Fred edged into the room, using his shoulder to open and then close the door behind him, checking to see that it locked so he could be alone with whatever he was going to find.
The front room was dark and empty except for the clutter he had seen earlier today, even more kicked and broken now. The red toolbox was overturned, the space on the wall still waiting. Fred pushed open the door to the studio that he had earlier declined to visit. Henry Smykal lay on the floor, grinning up at a dim overhead light and staring.
Smykal’s teeth were stained. The gash in his face where his teeth were, amid the trimmed hair around his mouth, looked like something in one of his art photos. He had bled a good deal from the crushed place on the right side of his head. Fred saw where a hammer had been tossed across the room and now lay against the wall. The simple story winked with eloquence: a man and his hammer. The hammer’s claw had got into the act also; the blow to the skull had been the last in an organized series.
Smykal’s blue suit stank and shone, so maculate with blood that nobody was going to use it again, not even to burn him in. Aside from the body, the room was surprisingly empty after the hectic, tawdry flea-market-and-whorehouse ambience of the sitting room. Its floor was carpeted in fabric as cheaply fake as it was white: a big remnant spread across the room for Smykal to bleed into. The red stains had gone brown already, in big, deep, caked puddles. It was a great deal of blood, as if he’d danced before he dropped. It spread to splashes and stains on walls and furniture as well.
The windows were boarded with painted plywood.
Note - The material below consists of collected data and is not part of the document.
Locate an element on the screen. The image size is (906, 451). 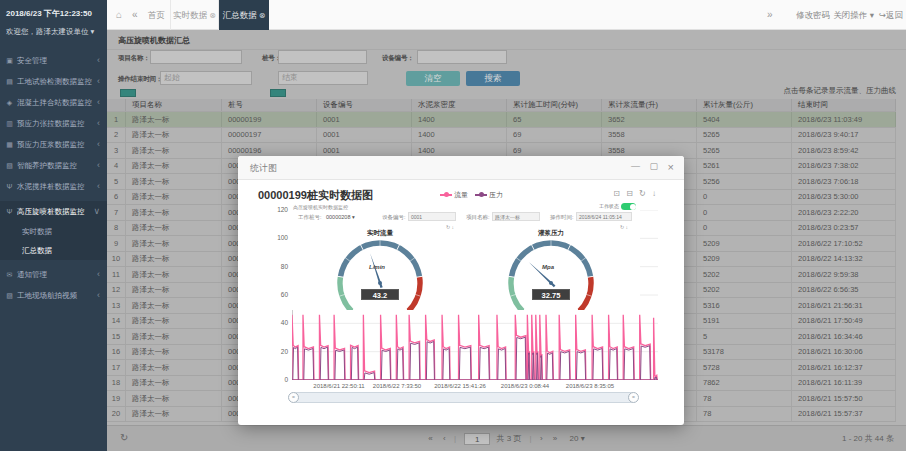
table-header-row: 项目名称桩号设备编号水泥浆密度累计施工时间(分钟)累计浆流量(升)累计灰量(公斤… is located at coordinates (502, 106). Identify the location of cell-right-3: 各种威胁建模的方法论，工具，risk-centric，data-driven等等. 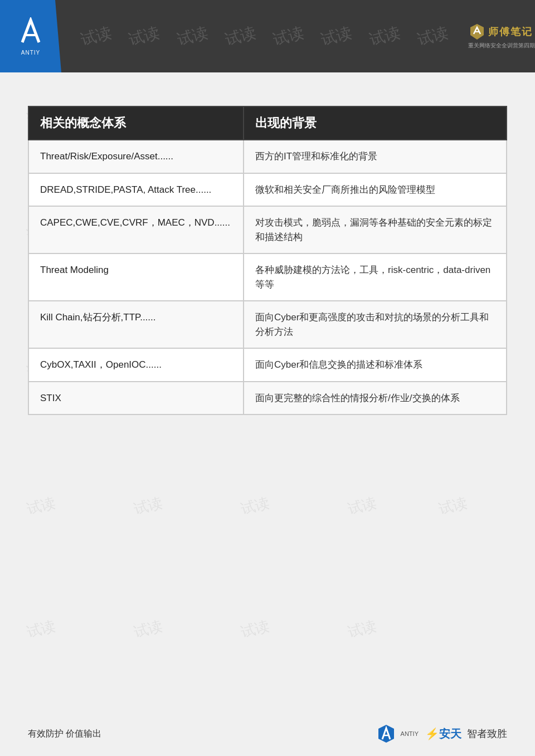
(375, 277).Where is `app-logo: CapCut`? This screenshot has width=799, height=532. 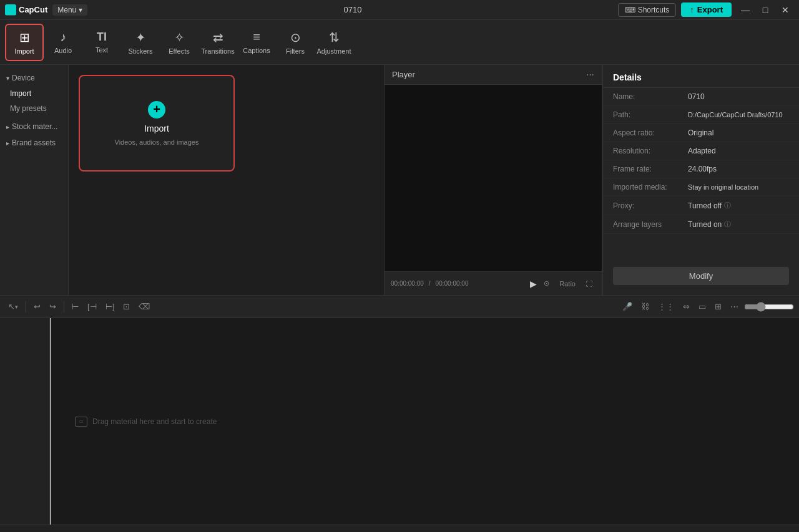 app-logo: CapCut is located at coordinates (26, 10).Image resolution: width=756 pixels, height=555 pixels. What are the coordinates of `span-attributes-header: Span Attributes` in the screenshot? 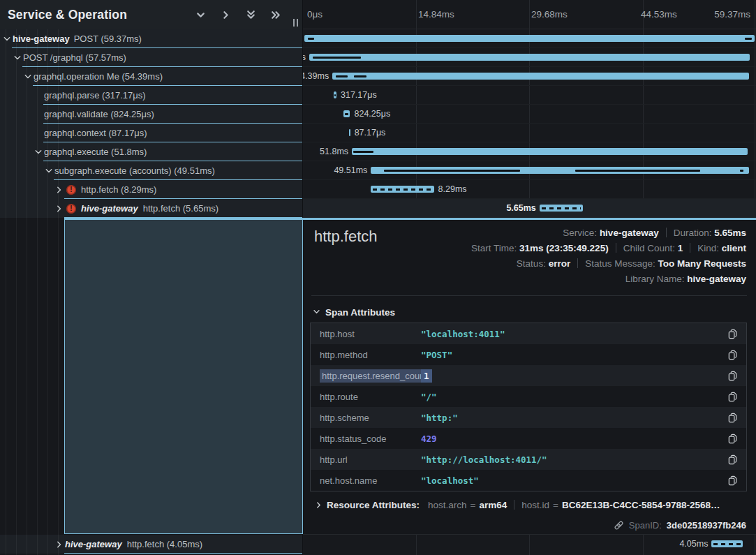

In addition to the overhead socket, where a dim bulb burned, large photographic lights were placed on stands around the walls. They had been turned off but still cast vestigial warmth to a hand held near them. Along one wall of the room, a shelf held three or four Nikons. We supply the equipment. The furniture consisted of one double-bed mattress covered with once-white sheets and a loveseat in pink plush. One wall sported a large mirror.
Roses on the dirty wallpaper in the stricken room—the same wallpaper as in the front room—carried the color of Smykal’s blood onto the wall, where their cousins, splotches of actual blood, joined them. Cardboard coffee cups stood or lay on the floor, some used as ashtrays. Pot was among the smells, its rancid reek striving against that of Smykal’s emptied bowels. Although the man had apparently been filming when Fred was here earlier, there was no immediate sign of his work, nor of who had been here with him.